In this environment, Grafton and Grossman write that the idea of working outside academe needs to be basic to all discussions with graduate students, from the time they look at programs to their dissertation defenses. But history departments also need to consider "bigger" changes than just talking about options, and those changes, the statement argues, should include adjustments in the doctoral curriculum. "If we tell new students that a history Ph,D. opens many doors, we need to broaden the curriculum to ensure that we’re telling the truth. If the policy arena offers opportunities, and we think it does, then interested students need some space (and encouragement) to take courses in statistics, economics, or public policy," they write. "Accounting, acting, graphic design, advanced language training : students thinking at once creatively and pragmatically have all sorts of options at our research universities. And of course there’s the whole exploding realm of digital history and humanities, and the range of skills required to practice them."

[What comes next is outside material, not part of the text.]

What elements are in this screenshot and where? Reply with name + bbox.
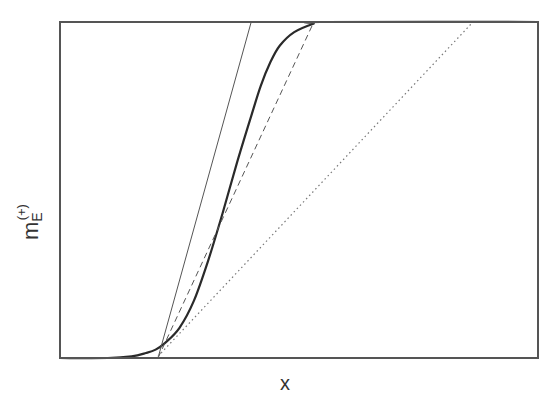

Throughout the time students are in graduate school, they need to feel that their faculty members will support their choices to work in or outside of academe, they write. "Most important is that we make clear to all students that they will enjoy their advisors’ and their departments’ unequivocal support, whether they seek to teach at college or university level, join a nonprofit agency or head off into business or government," write Grafton and Grossman. "We teach our students to question received ideas and to criticize inherited terminologies and obsolete assumptions. It’s past time that we began applying these lessons ourselves."
And they call on historians in academe to stop looking down on those who build careers elsewhere. Writing of the present biases in the academy, they say that "many of our students who actually do leave the historical profession, and take what they’ve learned in graduate school to the business world, are seen as having crossed the line from the light of humanistic inquiry into the darkness of grubby capitalism — as if the life of scholarship were somehow exempt from impure motives and bitter competition."
Their statement does not address another approach some have suggested to deal with the humanities job market : shrinking doctoral admissions. Both said that they viewed that as an issue to be determined program by program. (Since the economic downturn hit in the fall of 2008, some top graduate programs have opted to admit smaller classes to some doctoral programs, but the most recent data from the Council of Graduate Schools suggest modest overall growth in new Ph.D. enrollments.)